“Ordinary people look outwards whilst followers of the Way look into their own minds, but the real Dharma is to forget both the external and the internal. The former is easy enough, the latter very difficult. Humans are afraid to forget their own minds, fearing to fall through the void with nothing to which they can cling. They do not know that the void is not really void but the real realm of the Dharma.” -Jiyu Kennet, Zen is Eternal Life
I feel a strong resonance with passages such as this. They inspire me. But I must not ignore all the passages in the book that came before, that led the groundwork for that statement. I cannot forget all that precedes this truth. Whereas my aspiration may be nothing less than the highest spiritual realization, my day-to-day reality is far below, in the mud. Laying on my hotel room bed without an internet connection, I feel the familiar tug towards some sort of stimulation. Bereft of easy distractions and obligations, what will I do with my time? Clearly, I am still in the grasp of the external, I’m looking outward. And that was supposed to be the “easy enough” part. How much less ready am I then to give up the internal?
It is helpful at moments like these to remind myself – different things are helpful depending on where on the path you are. Some activities and tools may be useful now that won’t be useful in the future. There are levels to this. I am also reminded of what is taught in Vipassana retreats – Sila, Samadhi, Paña. First comes Sila – moral action. Then comes Samadhi – concentration. Then through the practice of the first two arises Paña – wisdom, which feeds back into moral action, and so forth. It is a cyclical, self-reinforcing sequence.
One’s pleasures and sources of happiness become more and more refined as one evolves. Always, I have to be honest with myself and my current state of evolution. In the early stages, knowledge work (reading, writing, and discursive reflection) can be a useful tool to help me work past frivolous media addictions and attachment. In the relative scale of merits, I feel that developing the mind through reading and writing is a much more worthy use of my limited time on this Earth than watching Youtube, for example. That’s not even to mention other even more destructive pursuits – vacuous, short-sighted reaches for dopamine, against which, I admit, I am not entirely immune. So, for me, I feel literature and writing is a productive activity. Eventually, if I’ve cleansed my impurities and delusions enough, I may reach a point where reading and writing are no longer quite as useful to me. At that point, I may find that my attachment to those activities falls away naturally…or not. I’ll have to wait and observe and continue to develop my practice. But for now, I fear that letting go of reading and writing could precipitate a fall back down onto a lower rung of the ladder, back into more vacuous dopamine chasing.
I guess what I’m trying to say can be encapsulated nicely by the old aphorism: “Don’t let perfect be the enemy of the good.”
Forcing myself to give up knowledge work as a form of dutiful adherence to an idealized end state of spiritual attainment only does harm to my current self. It allows more room for the more pernicious, lazier parts of my character to express themselves. In the end, it does no good to “should” on myself.
Always, I have to be honest with myself and my current state of evolution. The quote in the first paragraph, therefore, may not serve me if I’m not yet at a level where it is actionable. Believe me, in my initial idealistic fervor I have tried jumping to the end. I have tried giving up everything and just sitting in a room and looking at my own mind all day, for several days in a row. It was excruciating. It was too much. I aborted. I didn’t have the tools and the maturity to see it through alone. I realized I needed support. I needed to be embedded in a spiritual community and to work diligently along with others. Then, in the community, I chose to leave. There were a few things I felt very strongly I still wanted to do in the world. Does that mean I have experienced a backslide into worldliness? Was my initial fervor just a “spiritual phase” that I went through? I don’t yet have an answer to those questions. But I have chosen to trust my heart, and I know that I must take absolute responsibility for my life with honesty and compassion. Patience. The lotus opens to the sun, but first its roots in the mud must be nourished.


- _Work to be completed_: Only the pictures are dropped; the lines of the material that follow are returned exactly.

- _Data extracts_:
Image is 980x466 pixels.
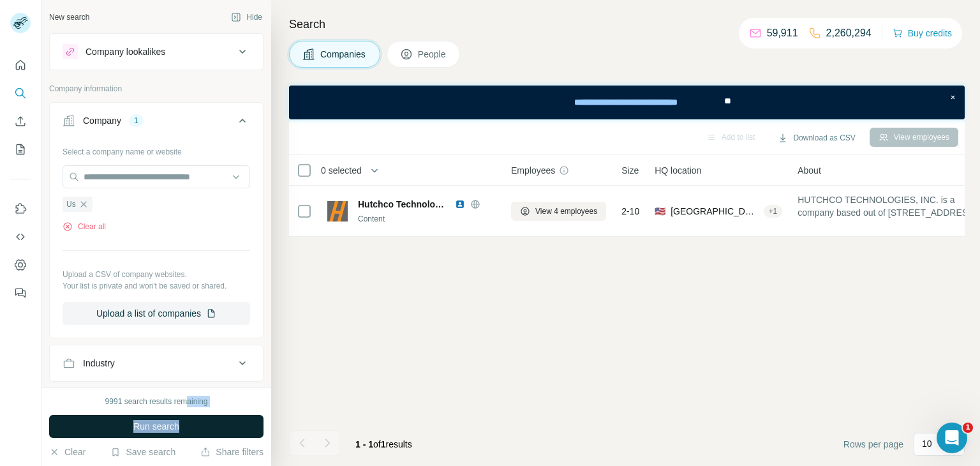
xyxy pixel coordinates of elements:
span: Rows per page [843,438,903,450]
button: Share filters [200,445,264,458]
span: Size [621,164,639,177]
div: New search [49,12,89,23]
button: Buy credits [893,24,952,42]
div: Company [83,114,121,127]
button: Company lookalikes [50,36,263,67]
div: Select a company name or website [62,141,250,158]
p: Upload a CSV of company websites. [62,268,250,280]
span: results [355,439,412,449]
button: My lists [10,138,31,161]
p: Company information [49,83,264,95]
button: Clear all [62,221,106,232]
span: Us [67,198,76,210]
iframe: Banner [289,86,965,119]
button: Download as CSV [769,128,864,148]
div: Content [358,213,495,224]
span: of [373,439,381,449]
span: HQ location [655,164,701,177]
span: [GEOGRAPHIC_DATA], [GEOGRAPHIC_DATA] [670,205,758,218]
button: Run search [49,415,264,438]
button: Hide [222,8,271,27]
p: 10 [922,437,932,450]
div: 1 [129,115,143,126]
button: Use Surfe on LinkedIn [10,197,31,220]
span: 1 [963,422,973,432]
span: 2-10 [621,205,640,218]
span: View 4 employees [535,205,597,217]
span: Hutchco Technologies [358,198,449,211]
div: 9991 search results remaining [105,395,208,407]
span: Employees [511,164,555,177]
p: 59,911 [767,25,798,40]
span: Run search [133,420,179,432]
button: Use Surfe API [10,225,31,248]
span: People [418,48,447,60]
span: 1 [381,439,386,449]
button: Company1 [50,105,263,141]
div: + 1 [764,205,783,217]
p: Your list is private and won't be saved or shared. [62,280,250,292]
img: LinkedIn logo [455,199,465,209]
div: Company lookalikes [86,45,165,58]
button: Feedback [10,281,31,304]
span: 0 selected [321,164,362,177]
button: Clear [49,445,86,458]
button: Upload a list of companies [62,302,250,325]
button: Industry [50,348,263,378]
span: 1 - 1 [355,439,373,449]
button: Quick start [10,54,31,77]
button: Dashboard [10,253,31,277]
img: Logo of Hutchco Technologies [327,201,348,222]
span: 🇺🇸 [655,205,666,218]
button: Save search [110,445,176,458]
span: About [797,164,821,177]
iframe: Intercom live chat [937,422,967,453]
h4: Search [289,15,965,33]
span: Companies [320,48,367,60]
div: Industry [83,357,115,369]
button: Enrich CSV [10,110,31,132]
p: 2,260,294 [826,25,872,40]
button: Search [10,82,31,104]
button: View 4 employees [511,202,606,221]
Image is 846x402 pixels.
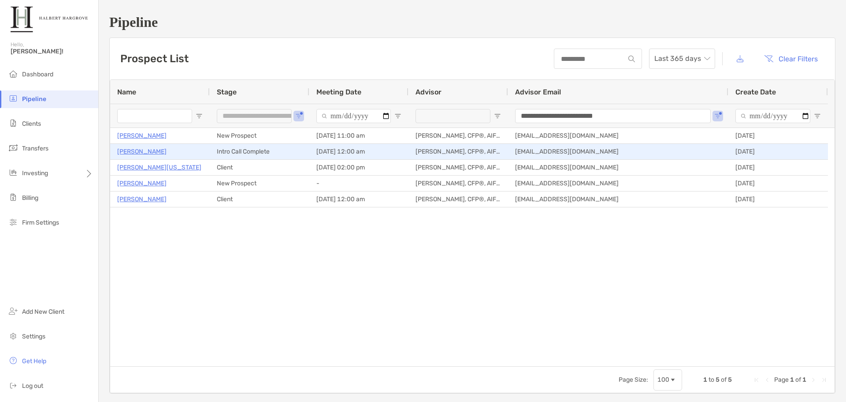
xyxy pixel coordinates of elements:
[22,194,38,201] span: Billing
[814,112,821,119] button: Open Filter Menu
[619,376,649,383] div: Page Size:
[753,376,760,383] div: First Page
[803,376,807,383] span: 1
[508,144,729,159] div: [EMAIL_ADDRESS][DOMAIN_NAME]
[8,142,19,153] img: transfers icon
[508,160,729,175] div: [EMAIL_ADDRESS][DOMAIN_NAME]
[704,376,708,383] span: 1
[309,144,409,159] div: [DATE] 12:00 am
[409,144,508,159] div: [PERSON_NAME], CFP®, AIF®
[721,376,727,383] span: of
[716,376,720,383] span: 5
[409,191,508,207] div: [PERSON_NAME], CFP®, AIF®
[8,68,19,79] img: dashboard icon
[494,112,501,119] button: Open Filter Menu
[117,109,192,123] input: Name Filter Input
[117,162,201,173] a: [PERSON_NAME][US_STATE]
[22,71,53,78] span: Dashboard
[655,49,710,68] span: Last 365 days
[196,112,203,119] button: Open Filter Menu
[8,330,19,341] img: settings icon
[8,306,19,316] img: add_new_client icon
[210,160,309,175] div: Client
[117,130,167,141] a: [PERSON_NAME]
[729,128,828,143] div: [DATE]
[790,376,794,383] span: 1
[8,355,19,365] img: get-help icon
[709,376,715,383] span: to
[810,376,817,383] div: Next Page
[22,308,64,315] span: Add New Client
[775,376,789,383] span: Page
[658,376,670,383] div: 100
[295,112,302,119] button: Open Filter Menu
[117,194,167,205] a: [PERSON_NAME]
[309,191,409,207] div: [DATE] 12:00 am
[210,144,309,159] div: Intro Call Complete
[210,175,309,191] div: New Prospect
[416,88,442,96] span: Advisor
[8,380,19,390] img: logout icon
[22,95,46,103] span: Pipeline
[317,88,362,96] span: Meeting Date
[508,128,729,143] div: [EMAIL_ADDRESS][DOMAIN_NAME]
[8,167,19,178] img: investing icon
[729,175,828,191] div: [DATE]
[729,144,828,159] div: [DATE]
[515,109,711,123] input: Advisor Email Filter Input
[317,109,391,123] input: Meeting Date Filter Input
[409,160,508,175] div: [PERSON_NAME], CFP®, AIF®
[210,191,309,207] div: Client
[629,56,635,62] img: input icon
[217,88,237,96] span: Stage
[22,120,41,127] span: Clients
[8,216,19,227] img: firm-settings icon
[309,160,409,175] div: [DATE] 02:00 pm
[758,49,825,68] button: Clear Filters
[796,376,801,383] span: of
[8,93,19,104] img: pipeline icon
[8,192,19,202] img: billing icon
[8,118,19,128] img: clients icon
[736,109,811,123] input: Create Date Filter Input
[309,175,409,191] div: -
[109,14,836,30] h1: Pipeline
[11,48,93,55] span: [PERSON_NAME]!
[309,128,409,143] div: [DATE] 11:00 am
[22,145,48,152] span: Transfers
[22,169,48,177] span: Investing
[821,376,828,383] div: Last Page
[22,357,46,365] span: Get Help
[117,88,136,96] span: Name
[409,128,508,143] div: [PERSON_NAME], CFP®, AIF®
[11,4,88,35] img: Zoe Logo
[654,369,682,390] div: Page Size
[395,112,402,119] button: Open Filter Menu
[120,52,189,65] h3: Prospect List
[715,112,722,119] button: Open Filter Menu
[729,160,828,175] div: [DATE]
[22,382,43,389] span: Log out
[22,219,59,226] span: Firm Settings
[409,175,508,191] div: [PERSON_NAME], CFP®, AIF®
[117,178,167,189] a: [PERSON_NAME]
[508,175,729,191] div: [EMAIL_ADDRESS][DOMAIN_NAME]
[729,191,828,207] div: [DATE]
[210,128,309,143] div: New Prospect
[22,332,45,340] span: Settings
[736,88,776,96] span: Create Date
[508,191,729,207] div: [EMAIL_ADDRESS][DOMAIN_NAME]
[117,146,167,157] a: [PERSON_NAME]
[728,376,732,383] span: 5
[764,376,771,383] div: Previous Page
[515,88,561,96] span: Advisor Email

- _Finished exercise_:
Image is 980x466 pixels.
xyxy pixel coordinates of elements:
span: Rows per page [843,438,903,450]
button: Share filters [200,445,264,458]
span: Size [621,164,639,177]
div: New search [49,12,89,23]
button: Buy credits [893,24,952,42]
div: Company [83,114,121,127]
button: Company lookalikes [50,36,263,67]
div: Select a company name or website [62,141,250,158]
p: Upload a CSV of company websites. [62,268,250,280]
span: results [355,439,412,449]
button: My lists [10,138,31,161]
p: Company information [49,83,264,95]
button: Clear all [62,221,106,232]
span: Us [67,198,76,210]
iframe: Banner [289,86,965,119]
button: Download as CSV [769,128,864,148]
div: Content [358,213,495,224]
span: of [373,439,381,449]
span: HQ location [655,164,701,177]
span: [GEOGRAPHIC_DATA], [GEOGRAPHIC_DATA] [670,205,758,218]
button: Run search [49,415,264,438]
button: Hide [222,8,271,27]
p: 10 [922,437,932,450]
div: 1 [129,115,143,126]
button: Use Surfe on LinkedIn [10,197,31,220]
span: 1 [963,422,973,432]
span: 2-10 [621,205,640,218]
span: View 4 employees [535,205,597,217]
span: Hutchco Technologies [358,198,449,211]
div: 9991 search results remaining [105,395,208,407]
span: Employees [511,164,555,177]
p: 59,911 [767,25,798,40]
span: Run search [133,420,179,432]
button: Use Surfe API [10,225,31,248]
span: People [418,48,447,60]
span: 1 [381,439,386,449]
button: Company1 [50,105,263,141]
div: + 1 [764,205,783,217]
p: Your list is private and won't be saved or shared. [62,280,250,292]
img: LinkedIn logo [455,199,465,209]
div: Company lookalikes [86,45,165,58]
button: Feedback [10,281,31,304]
span: 0 selected [321,164,362,177]
button: Clear [49,445,86,458]
button: Upload a list of companies [62,302,250,325]
button: Industry [50,348,263,378]
span: 1 - 1 [355,439,373,449]
button: Quick start [10,54,31,77]
button: Dashboard [10,253,31,277]
img: Logo of Hutchco Technologies [327,201,348,222]
span: 🇺🇸 [655,205,666,218]
button: Save search [110,445,176,458]
span: About [797,164,821,177]
iframe: Intercom live chat [937,422,967,453]
h4: Search [289,15,965,33]
span: Companies [320,48,367,60]
div: Industry [83,357,115,369]
button: Enrich CSV [10,110,31,132]
p: 2,260,294 [826,25,872,40]
button: Search [10,82,31,104]
button: View 4 employees [511,202,606,221]
Image is 846x402 pixels.
xyxy pixel coordinates of elements:
[22,194,38,201] span: Billing
[814,112,821,119] button: Open Filter Menu
[619,376,649,383] div: Page Size:
[753,376,760,383] div: First Page
[803,376,807,383] span: 1
[508,144,729,159] div: [EMAIL_ADDRESS][DOMAIN_NAME]
[8,142,19,153] img: transfers icon
[508,160,729,175] div: [EMAIL_ADDRESS][DOMAIN_NAME]
[704,376,708,383] span: 1
[309,144,409,159] div: [DATE] 12:00 am
[409,144,508,159] div: [PERSON_NAME], CFP®, AIF®
[721,376,727,383] span: of
[716,376,720,383] span: 5
[409,191,508,207] div: [PERSON_NAME], CFP®, AIF®
[8,68,19,79] img: dashboard icon
[494,112,501,119] button: Open Filter Menu
[117,109,192,123] input: Name Filter Input
[117,162,201,173] a: [PERSON_NAME][US_STATE]
[22,71,53,78] span: Dashboard
[655,49,710,68] span: Last 365 days
[196,112,203,119] button: Open Filter Menu
[8,330,19,341] img: settings icon
[8,306,19,316] img: add_new_client icon
[210,160,309,175] div: Client
[117,130,167,141] a: [PERSON_NAME]
[729,128,828,143] div: [DATE]
[790,376,794,383] span: 1
[8,355,19,365] img: get-help icon
[709,376,715,383] span: to
[810,376,817,383] div: Next Page
[22,308,64,315] span: Add New Client
[775,376,789,383] span: Page
[658,376,670,383] div: 100
[295,112,302,119] button: Open Filter Menu
[117,194,167,205] a: [PERSON_NAME]
[309,191,409,207] div: [DATE] 12:00 am
[210,144,309,159] div: Intro Call Complete
[210,175,309,191] div: New Prospect
[416,88,442,96] span: Advisor
[8,380,19,390] img: logout icon
[22,95,46,103] span: Pipeline
[317,88,362,96] span: Meeting Date
[508,128,729,143] div: [EMAIL_ADDRESS][DOMAIN_NAME]
[8,167,19,178] img: investing icon
[729,175,828,191] div: [DATE]
[729,144,828,159] div: [DATE]
[515,109,711,123] input: Advisor Email Filter Input
[317,109,391,123] input: Meeting Date Filter Input
[409,160,508,175] div: [PERSON_NAME], CFP®, AIF®
[210,191,309,207] div: Client
[629,56,635,62] img: input icon
[217,88,237,96] span: Stage
[22,120,41,127] span: Clients
[8,216,19,227] img: firm-settings icon
[309,160,409,175] div: [DATE] 02:00 pm
[758,49,825,68] button: Clear Filters
[796,376,801,383] span: of
[8,93,19,104] img: pipeline icon
[8,192,19,202] img: billing icon
[8,118,19,128] img: clients icon
[736,109,811,123] input: Create Date Filter Input
[309,175,409,191] div: -
[109,14,836,30] h1: Pipeline
[11,48,93,55] span: [PERSON_NAME]!
[309,128,409,143] div: [DATE] 11:00 am
[22,145,48,152] span: Transfers
[22,169,48,177] span: Investing
[821,376,828,383] div: Last Page
[22,357,46,365] span: Get Help
[117,88,136,96] span: Name
[409,128,508,143] div: [PERSON_NAME], CFP®, AIF®
[11,4,88,35] img: Zoe Logo
[654,369,682,390] div: Page Size
[395,112,402,119] button: Open Filter Menu
[120,52,189,65] h3: Prospect List
[715,112,722,119] button: Open Filter Menu
[729,160,828,175] div: [DATE]
[22,382,43,389] span: Log out
[22,219,59,226] span: Firm Settings
[409,175,508,191] div: [PERSON_NAME], CFP®, AIF®
[117,178,167,189] a: [PERSON_NAME]
[508,175,729,191] div: [EMAIL_ADDRESS][DOMAIN_NAME]
[729,191,828,207] div: [DATE]
[210,128,309,143] div: New Prospect
[22,332,45,340] span: Settings
[736,88,776,96] span: Create Date
[508,191,729,207] div: [EMAIL_ADDRESS][DOMAIN_NAME]
[117,146,167,157] a: [PERSON_NAME]
[728,376,732,383] span: 5
[764,376,771,383] div: Previous Page
[515,88,561,96] span: Advisor Email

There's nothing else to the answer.